He thought it made them look as if they had bits of stone hanging around their
neck. Somehow though he doubted if they would appreciate him saying that, so he
had kept that to himself. He was fairly certain Lana wouldn’t mind a bit of it
for herself.
‘Ow.’ He cursed in his mind. Lana had nudged him
with her elbow, a bit too enthusiastically for his feeling. She pointed at the
two animals. In front of their eyes the hairy animal had grabbed the egg, which
was the size of two human palms put together, and had deftly slid it into the
pouch it had at the front of its belly. Then it barked again, and the fat-arse
bird had produced another one. This second one the hairy animal smashed on the
ground till it broke, then lifted it up to its mouth and ate the contents.
Gure and Lana were gobsmacked. Their jaws dropped to
their knees. Their eyes bulged. Gure almost pissed himself, and had to repress
the urge to let rip a cracker of a fart. This animal was eating eggs. And it
seemed to be enjoying it too.
The world spun around them. They felt dizzy and
confused. Eggs were edible? No one in the history of their people had ever
mentioned trying to eat eggs. They ate bloody well everything else they could
get their hands on, with cockroaches, ants and centipedes high on the menu.
As they lay there and stared in disbelief, the hairy
animal barked at Fat Arse again. It duly produced another egg, caught by Hairy
and palmed off into its pouch as well. Then it barked again. Another egg came
out, was caught and slipped into the pouch. Another bark, another egg. Into the
pouch. And another one. And another, and another.
They laid on their elbows and watched in horrified
fascination as one egg after the other was produced and snuck into the animal’s
pouch, until it bulged out precariously and stuck out in front of its belly
like it was a highly pregnant woman. Gure shuffled his feet a bit
uncomfortably. There was something about women and pregnancy that he hadn’t
figured out yet, and he had heard the older boys sniggering about it. He always
wondered what they were on about, and what was so interesting about it.
At long last it seemed the pouch was chock-a-block,
full to bursting, and Hairy Animal turned away, giving one last bark to Fat Arse.
The big bird replied with a sonic boom from its chest that somehow didn’t sound
very friendly and managed to convey a sense of menace. Hairy shrugged and
waddled away, disappearing towards the other end of the cave.
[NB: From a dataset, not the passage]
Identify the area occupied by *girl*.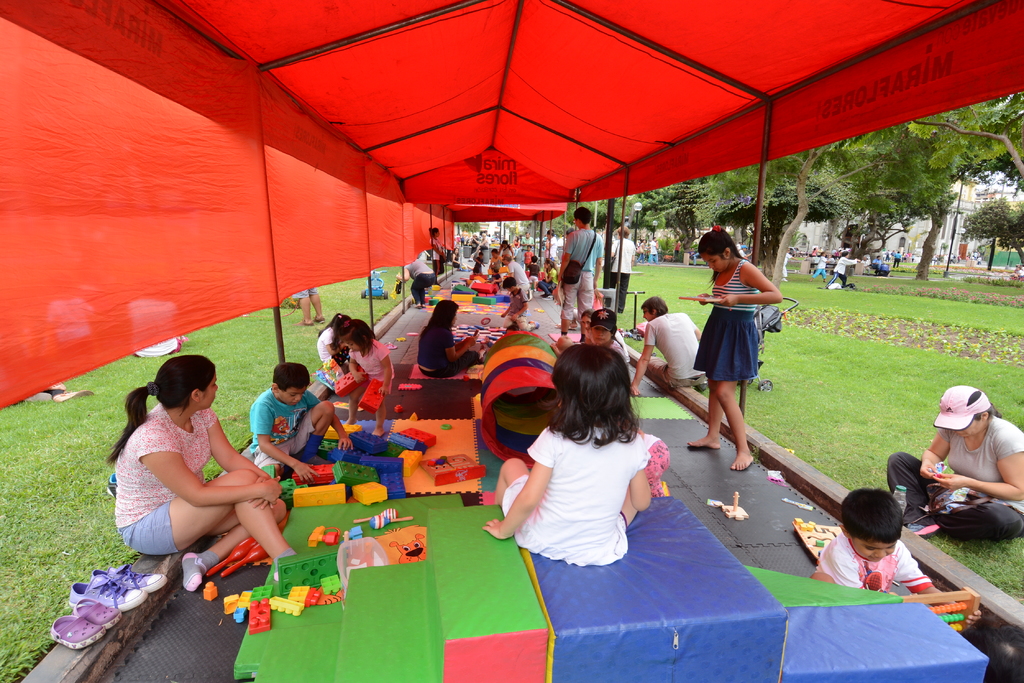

Gure nudged his sister. ‘This is us, come on, let’s
go get him.’
‘What about the bird?’
‘Never mind the bird, there’s more meat on that
hairy bugger, let’s go.’
They crawled across the cave floor to the corner
where they had seen Hairy disappear. They turned and followed, rounded another
corner and there to their surprise was a wide open cave mouth, letting in grey
early morning twilight. They blinked. Clearly it was dawn. They watched as
Hairy, not hopping anymore now, clearly too burdened with the heavy load of
eggs in its pouch, slowly leaned on its front paws and walked itself out of the
cave. Gure and Lana followed, with baited breath. Would it take them to others
of its kind now?
They watched as Hairy steadily descended the slope
leading back down to the creek where they had first seen it. There were no
others like it to be seen anywhere.
Gure swore silently in his mind again. He was
getting good at this. All this crawling around in confined spaces and holding
back panic-diarrhea for nothing, and now it even looked like Hairy might be
getting away. No way that was going to happen. He cast a quick sideways glance
at Lana by his elbow. She nodded nervously. They needed food, sooner rather
than later.
So finally, after all this time, it was now going to
be his hour of pride. He was going to become the hunter he had always dreamed
of being, like his dad and all the other men at the camp.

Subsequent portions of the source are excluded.